The latest Around The Verse video from Cloud Imperium Games and Roberts Space Industries popped up and it covers the last remaining bits of bugs that they need to stomp out on the development side in order to get alpha 3.0 up and out.
The near half-hour video starts with the Burn Down where they talk about the last remaining 26 must-fix issues that are keeping them from pumping out the alpha build for the backers. You can check out the video below.
One of the major bugs that gave the team problems was not being able to get out of the habitat in Levski. Once they discovered what the actual problem was and what was causing the bug, it turned out that it was extremely easy to fix and was resolved in a matter of three clicks.
Some major crashing was also occurring, and they needed to find what was causing the crashes. It turns out that it was a loadout bug where the player’s equipment was loading in and loading out properly on local machines but not on the networks. Some of the code for the player’s loadout was being deleted when ships would despawn, and it was causing a looping error that would eventually crash the servers, which is why it worked on local machines but not in the online environment.
They did manage to track it down and fix it by changing the parent code when ships despawn so that players can spawn into local or network runtime environments without worrying about the parent/child bug crashing the system.
The team is also working on reducing the crashing threshold, making it more stable across the different areas of Star Citizen, no matter what part of the game you’re playing.
Amazingly, the team managed to reduce the major blockers by 19, bringing the must-fix issues down to seven. That’s right, they’re now in the single-digits.
Previously it was estimated that alpha 3.0 would release on October 5th… and it kind of looks like that might be the actual window for the build to release, assuming there are no major hiccups that get in the way between now and then.
The rest of the Around The Verse episode covers the air traffic controlling systems, ensuring that there are measures in place to make sure every player can land at the station, that there are enough platforms available for players to land, and that the air traffic controller works in synchronicity with multiple AIs so that everything works smoothly on the landing pad.
Players may get to experience these features for themselves soon enough, once those seven issues get ironed out.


▶ _Assignment_: Scan the material and copy out each line where the word "bbox" occurs.

---

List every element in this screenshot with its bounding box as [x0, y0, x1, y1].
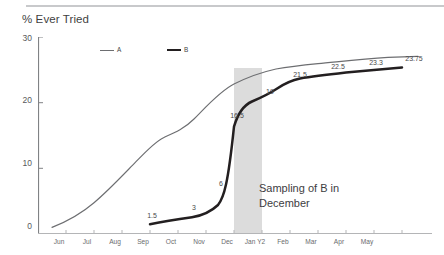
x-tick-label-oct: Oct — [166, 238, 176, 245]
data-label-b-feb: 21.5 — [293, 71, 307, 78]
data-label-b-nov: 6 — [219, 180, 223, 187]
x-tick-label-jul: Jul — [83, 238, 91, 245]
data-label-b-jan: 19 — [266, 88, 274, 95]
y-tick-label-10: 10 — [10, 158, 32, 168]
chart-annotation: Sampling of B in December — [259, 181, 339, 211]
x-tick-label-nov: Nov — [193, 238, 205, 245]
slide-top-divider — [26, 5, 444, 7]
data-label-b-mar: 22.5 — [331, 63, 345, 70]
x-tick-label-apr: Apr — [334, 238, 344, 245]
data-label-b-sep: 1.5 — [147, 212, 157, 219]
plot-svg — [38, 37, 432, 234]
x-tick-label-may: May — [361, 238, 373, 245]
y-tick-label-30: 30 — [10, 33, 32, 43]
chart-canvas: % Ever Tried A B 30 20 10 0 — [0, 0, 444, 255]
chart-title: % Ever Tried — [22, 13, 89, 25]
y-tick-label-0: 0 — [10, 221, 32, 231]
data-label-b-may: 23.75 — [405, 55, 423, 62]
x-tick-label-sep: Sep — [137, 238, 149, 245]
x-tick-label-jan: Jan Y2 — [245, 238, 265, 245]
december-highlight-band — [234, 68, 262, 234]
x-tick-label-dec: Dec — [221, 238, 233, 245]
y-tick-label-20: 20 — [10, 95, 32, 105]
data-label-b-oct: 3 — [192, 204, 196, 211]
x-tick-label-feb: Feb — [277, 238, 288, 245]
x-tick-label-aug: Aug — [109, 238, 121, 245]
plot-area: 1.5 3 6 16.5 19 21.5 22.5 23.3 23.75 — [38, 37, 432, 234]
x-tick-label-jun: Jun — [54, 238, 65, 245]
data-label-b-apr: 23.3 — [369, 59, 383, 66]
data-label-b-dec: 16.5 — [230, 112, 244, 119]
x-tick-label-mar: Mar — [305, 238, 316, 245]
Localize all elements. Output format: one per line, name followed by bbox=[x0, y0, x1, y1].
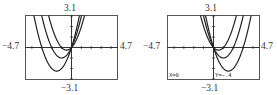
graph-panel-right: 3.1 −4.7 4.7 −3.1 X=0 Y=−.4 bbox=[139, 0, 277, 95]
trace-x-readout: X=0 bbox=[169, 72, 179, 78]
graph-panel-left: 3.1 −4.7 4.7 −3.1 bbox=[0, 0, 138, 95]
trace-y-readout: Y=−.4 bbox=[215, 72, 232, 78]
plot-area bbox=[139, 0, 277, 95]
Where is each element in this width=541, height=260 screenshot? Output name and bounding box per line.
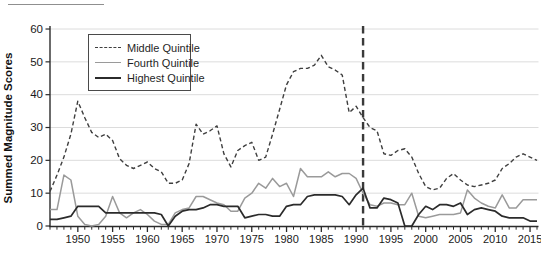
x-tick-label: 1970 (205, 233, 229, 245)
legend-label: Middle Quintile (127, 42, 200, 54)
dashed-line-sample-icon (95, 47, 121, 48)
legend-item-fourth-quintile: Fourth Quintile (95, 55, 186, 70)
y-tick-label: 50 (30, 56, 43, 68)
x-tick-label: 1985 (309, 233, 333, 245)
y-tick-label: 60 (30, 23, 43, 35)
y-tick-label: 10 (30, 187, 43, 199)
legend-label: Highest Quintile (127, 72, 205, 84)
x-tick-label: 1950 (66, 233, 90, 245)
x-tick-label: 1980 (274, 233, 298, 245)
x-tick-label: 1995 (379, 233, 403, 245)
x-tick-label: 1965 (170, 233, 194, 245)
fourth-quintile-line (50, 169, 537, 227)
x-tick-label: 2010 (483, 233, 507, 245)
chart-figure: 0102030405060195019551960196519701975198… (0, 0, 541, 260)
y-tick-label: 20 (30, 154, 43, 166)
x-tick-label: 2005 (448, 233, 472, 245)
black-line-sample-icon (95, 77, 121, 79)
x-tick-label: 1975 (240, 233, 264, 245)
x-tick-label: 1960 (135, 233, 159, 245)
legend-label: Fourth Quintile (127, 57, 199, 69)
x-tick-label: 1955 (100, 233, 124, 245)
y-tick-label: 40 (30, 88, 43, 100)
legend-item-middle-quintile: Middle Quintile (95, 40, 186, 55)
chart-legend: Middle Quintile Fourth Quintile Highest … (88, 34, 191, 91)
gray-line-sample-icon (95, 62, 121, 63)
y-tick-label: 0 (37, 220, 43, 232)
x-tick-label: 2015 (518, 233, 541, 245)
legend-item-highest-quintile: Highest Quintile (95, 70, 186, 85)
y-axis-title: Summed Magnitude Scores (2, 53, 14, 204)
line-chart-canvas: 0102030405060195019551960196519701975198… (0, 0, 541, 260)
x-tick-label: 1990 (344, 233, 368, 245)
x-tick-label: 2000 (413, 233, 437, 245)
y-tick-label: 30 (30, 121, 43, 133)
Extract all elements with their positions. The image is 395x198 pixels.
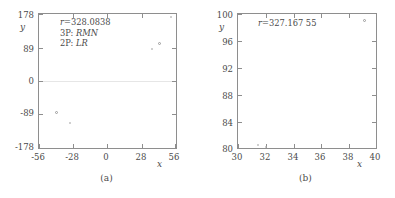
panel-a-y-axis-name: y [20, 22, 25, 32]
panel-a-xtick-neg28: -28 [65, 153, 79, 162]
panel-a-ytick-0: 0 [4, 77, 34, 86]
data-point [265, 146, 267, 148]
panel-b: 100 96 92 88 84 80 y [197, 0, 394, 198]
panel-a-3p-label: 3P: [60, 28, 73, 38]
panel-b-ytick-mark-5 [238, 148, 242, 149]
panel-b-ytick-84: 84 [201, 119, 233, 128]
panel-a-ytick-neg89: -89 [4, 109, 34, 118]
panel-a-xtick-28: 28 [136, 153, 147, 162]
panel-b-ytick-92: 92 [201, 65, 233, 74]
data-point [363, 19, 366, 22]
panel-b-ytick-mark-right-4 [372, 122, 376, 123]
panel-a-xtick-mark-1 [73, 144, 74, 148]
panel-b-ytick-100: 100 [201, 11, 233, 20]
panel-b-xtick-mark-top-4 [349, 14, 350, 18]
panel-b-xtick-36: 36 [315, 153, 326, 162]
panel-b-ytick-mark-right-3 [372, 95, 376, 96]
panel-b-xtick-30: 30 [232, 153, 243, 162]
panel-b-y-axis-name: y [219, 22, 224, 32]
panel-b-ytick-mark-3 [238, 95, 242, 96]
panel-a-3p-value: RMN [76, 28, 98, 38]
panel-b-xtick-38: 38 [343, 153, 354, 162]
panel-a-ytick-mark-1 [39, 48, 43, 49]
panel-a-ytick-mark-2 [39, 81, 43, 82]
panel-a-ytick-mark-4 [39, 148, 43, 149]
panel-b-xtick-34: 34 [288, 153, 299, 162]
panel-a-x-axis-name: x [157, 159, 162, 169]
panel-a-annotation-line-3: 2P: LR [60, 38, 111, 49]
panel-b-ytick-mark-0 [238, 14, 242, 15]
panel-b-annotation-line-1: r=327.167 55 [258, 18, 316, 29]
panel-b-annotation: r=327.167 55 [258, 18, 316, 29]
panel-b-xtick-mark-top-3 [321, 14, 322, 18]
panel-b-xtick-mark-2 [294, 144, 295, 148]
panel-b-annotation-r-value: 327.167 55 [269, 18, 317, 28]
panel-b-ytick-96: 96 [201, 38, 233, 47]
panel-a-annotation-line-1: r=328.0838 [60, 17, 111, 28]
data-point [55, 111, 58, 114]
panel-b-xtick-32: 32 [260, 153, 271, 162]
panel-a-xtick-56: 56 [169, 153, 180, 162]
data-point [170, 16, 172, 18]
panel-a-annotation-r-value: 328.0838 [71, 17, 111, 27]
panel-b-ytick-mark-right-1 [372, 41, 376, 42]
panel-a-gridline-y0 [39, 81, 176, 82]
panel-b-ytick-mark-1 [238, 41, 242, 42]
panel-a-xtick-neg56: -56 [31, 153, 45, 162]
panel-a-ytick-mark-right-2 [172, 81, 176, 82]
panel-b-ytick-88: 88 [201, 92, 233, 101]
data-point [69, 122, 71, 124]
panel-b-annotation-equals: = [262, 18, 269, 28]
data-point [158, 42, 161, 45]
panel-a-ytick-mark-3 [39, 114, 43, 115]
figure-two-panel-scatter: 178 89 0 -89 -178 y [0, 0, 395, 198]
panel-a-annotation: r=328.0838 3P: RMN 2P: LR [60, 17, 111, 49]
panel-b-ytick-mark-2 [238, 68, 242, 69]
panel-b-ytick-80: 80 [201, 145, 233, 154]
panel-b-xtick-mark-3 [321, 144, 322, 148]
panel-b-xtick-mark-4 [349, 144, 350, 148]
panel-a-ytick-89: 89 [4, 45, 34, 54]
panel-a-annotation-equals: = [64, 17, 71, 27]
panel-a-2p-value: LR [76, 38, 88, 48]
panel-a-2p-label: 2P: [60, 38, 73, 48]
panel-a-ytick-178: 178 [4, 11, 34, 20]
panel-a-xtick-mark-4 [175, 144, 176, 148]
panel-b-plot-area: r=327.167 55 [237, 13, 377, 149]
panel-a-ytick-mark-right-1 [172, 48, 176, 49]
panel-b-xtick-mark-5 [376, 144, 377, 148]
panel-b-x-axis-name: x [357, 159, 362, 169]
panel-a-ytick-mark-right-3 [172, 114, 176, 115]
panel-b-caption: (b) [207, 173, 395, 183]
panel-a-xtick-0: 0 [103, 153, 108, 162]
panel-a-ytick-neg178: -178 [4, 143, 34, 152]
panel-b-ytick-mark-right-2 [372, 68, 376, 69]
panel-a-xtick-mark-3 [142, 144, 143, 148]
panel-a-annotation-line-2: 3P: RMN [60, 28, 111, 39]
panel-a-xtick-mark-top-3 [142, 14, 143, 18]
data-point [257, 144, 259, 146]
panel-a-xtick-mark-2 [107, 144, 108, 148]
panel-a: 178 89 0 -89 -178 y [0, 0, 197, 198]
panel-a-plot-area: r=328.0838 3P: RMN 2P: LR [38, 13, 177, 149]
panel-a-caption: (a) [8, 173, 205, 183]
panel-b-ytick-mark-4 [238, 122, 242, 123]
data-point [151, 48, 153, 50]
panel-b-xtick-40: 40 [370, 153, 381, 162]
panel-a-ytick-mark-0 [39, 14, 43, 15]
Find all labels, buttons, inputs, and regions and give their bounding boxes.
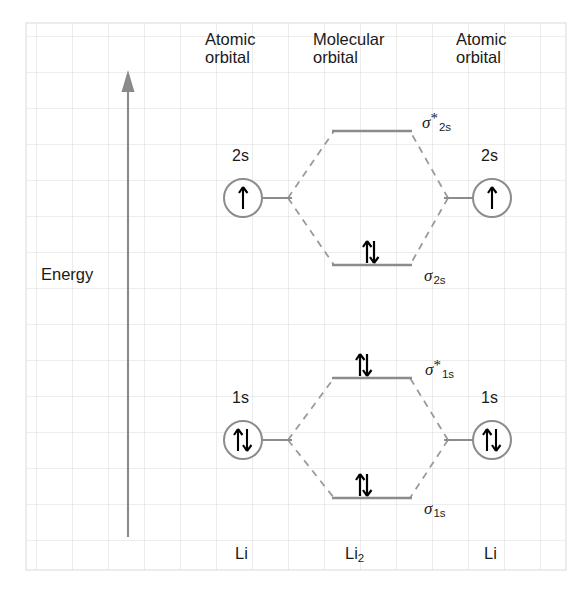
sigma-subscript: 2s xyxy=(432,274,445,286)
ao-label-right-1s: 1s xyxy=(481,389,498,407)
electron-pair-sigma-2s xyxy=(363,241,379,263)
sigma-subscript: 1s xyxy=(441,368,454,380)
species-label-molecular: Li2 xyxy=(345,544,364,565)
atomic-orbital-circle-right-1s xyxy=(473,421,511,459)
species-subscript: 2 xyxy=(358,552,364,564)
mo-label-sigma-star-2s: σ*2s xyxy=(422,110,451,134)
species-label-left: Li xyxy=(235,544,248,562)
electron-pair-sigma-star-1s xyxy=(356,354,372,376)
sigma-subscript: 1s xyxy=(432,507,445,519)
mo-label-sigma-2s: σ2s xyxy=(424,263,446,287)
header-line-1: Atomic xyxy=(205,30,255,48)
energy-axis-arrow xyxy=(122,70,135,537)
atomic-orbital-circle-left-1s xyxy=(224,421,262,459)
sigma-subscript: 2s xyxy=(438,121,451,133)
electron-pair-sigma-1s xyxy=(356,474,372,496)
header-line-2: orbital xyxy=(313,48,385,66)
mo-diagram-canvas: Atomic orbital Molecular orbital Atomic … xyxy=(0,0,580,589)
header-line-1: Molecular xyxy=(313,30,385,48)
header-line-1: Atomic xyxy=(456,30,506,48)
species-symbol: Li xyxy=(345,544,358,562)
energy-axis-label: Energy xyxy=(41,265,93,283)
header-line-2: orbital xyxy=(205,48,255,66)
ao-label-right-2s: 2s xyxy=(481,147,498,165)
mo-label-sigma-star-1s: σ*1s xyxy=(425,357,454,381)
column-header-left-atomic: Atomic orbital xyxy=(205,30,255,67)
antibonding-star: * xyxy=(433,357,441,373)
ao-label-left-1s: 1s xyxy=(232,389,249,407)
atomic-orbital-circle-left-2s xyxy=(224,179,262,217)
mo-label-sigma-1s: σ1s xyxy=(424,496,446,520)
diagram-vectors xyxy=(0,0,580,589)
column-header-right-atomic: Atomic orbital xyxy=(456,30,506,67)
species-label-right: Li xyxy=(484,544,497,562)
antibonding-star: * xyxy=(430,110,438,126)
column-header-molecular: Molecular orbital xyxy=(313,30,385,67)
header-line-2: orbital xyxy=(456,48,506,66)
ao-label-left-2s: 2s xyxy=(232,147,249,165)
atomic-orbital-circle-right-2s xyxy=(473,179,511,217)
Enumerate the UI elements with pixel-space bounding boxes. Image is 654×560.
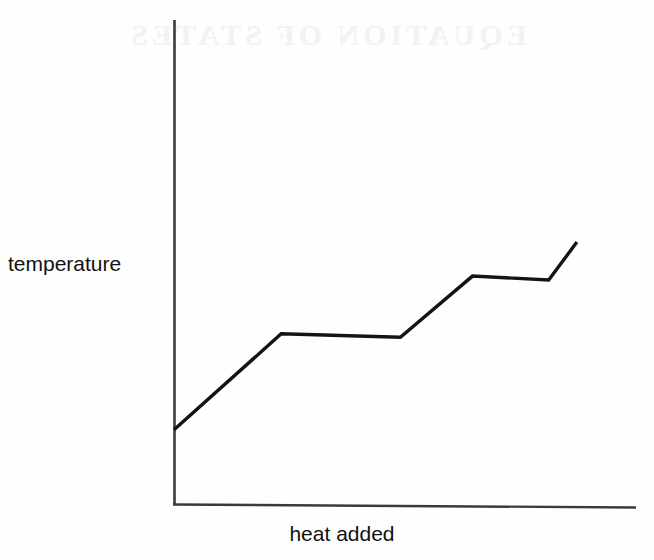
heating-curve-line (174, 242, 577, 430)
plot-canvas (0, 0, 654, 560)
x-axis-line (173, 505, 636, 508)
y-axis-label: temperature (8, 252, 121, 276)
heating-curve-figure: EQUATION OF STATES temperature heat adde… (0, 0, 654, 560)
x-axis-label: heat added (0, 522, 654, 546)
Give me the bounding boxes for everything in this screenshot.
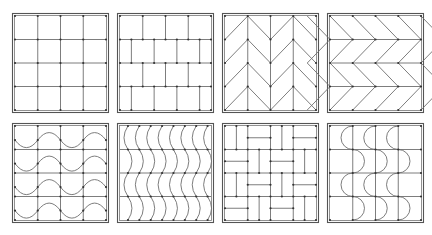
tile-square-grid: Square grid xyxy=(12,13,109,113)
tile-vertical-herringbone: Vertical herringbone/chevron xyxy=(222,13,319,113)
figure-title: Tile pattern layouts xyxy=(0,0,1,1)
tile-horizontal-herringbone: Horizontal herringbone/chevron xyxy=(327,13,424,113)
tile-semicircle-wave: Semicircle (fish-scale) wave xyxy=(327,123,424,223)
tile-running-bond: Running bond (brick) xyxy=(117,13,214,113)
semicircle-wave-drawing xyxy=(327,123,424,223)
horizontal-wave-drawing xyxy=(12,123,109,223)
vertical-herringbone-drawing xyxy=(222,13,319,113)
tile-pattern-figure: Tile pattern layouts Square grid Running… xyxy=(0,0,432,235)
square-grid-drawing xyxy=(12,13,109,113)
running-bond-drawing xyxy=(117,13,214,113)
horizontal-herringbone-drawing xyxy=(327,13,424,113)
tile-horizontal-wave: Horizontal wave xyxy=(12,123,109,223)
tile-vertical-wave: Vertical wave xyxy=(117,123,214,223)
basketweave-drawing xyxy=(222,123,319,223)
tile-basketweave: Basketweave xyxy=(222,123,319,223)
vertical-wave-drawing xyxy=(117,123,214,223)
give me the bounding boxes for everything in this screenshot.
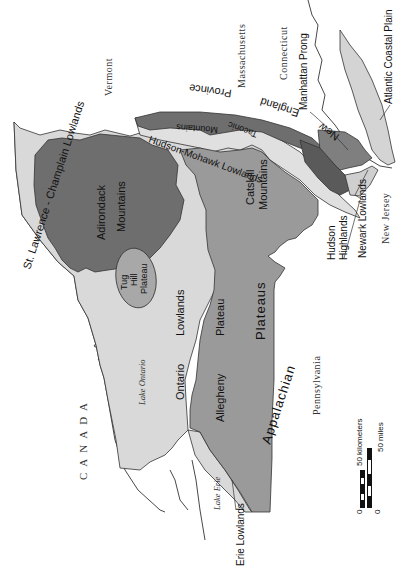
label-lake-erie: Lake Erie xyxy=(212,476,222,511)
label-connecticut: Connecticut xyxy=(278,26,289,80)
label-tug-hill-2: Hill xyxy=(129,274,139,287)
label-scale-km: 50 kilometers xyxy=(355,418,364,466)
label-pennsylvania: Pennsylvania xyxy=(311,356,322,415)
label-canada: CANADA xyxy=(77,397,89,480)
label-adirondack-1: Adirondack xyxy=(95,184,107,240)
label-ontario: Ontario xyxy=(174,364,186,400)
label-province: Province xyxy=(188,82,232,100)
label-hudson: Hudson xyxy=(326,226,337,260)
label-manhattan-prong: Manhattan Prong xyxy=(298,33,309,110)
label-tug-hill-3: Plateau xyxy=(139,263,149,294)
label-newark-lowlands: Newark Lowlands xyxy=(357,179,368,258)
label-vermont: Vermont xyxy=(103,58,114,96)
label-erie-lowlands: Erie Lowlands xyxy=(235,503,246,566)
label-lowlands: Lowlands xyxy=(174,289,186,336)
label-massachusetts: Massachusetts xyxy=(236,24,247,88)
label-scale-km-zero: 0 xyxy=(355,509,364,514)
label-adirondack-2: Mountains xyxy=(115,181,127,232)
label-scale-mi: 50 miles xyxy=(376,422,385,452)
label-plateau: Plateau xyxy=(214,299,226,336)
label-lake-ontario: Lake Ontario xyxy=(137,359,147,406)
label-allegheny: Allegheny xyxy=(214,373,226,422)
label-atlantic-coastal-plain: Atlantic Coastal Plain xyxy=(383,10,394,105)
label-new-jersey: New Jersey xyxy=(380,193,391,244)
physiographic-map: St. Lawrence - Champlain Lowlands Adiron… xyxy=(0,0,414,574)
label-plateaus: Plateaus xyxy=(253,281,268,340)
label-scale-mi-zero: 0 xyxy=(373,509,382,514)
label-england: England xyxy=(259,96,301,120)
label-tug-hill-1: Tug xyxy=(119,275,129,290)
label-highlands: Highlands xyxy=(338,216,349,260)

---

▶ _Result_:
Localize all elements. Output format: one per line, name followed by bbox=[x0, y0, x1, y1].
graph-panel-right: 3.1 −4.7 4.7 −3.1 X=0 Y=−.4 bbox=[139, 0, 277, 95]
trace-x-readout: X=0 bbox=[169, 72, 179, 78]
graph-panel-left: 3.1 −4.7 4.7 −3.1 bbox=[0, 0, 138, 95]
trace-y-readout: Y=−.4 bbox=[215, 72, 232, 78]
plot-area bbox=[139, 0, 277, 95]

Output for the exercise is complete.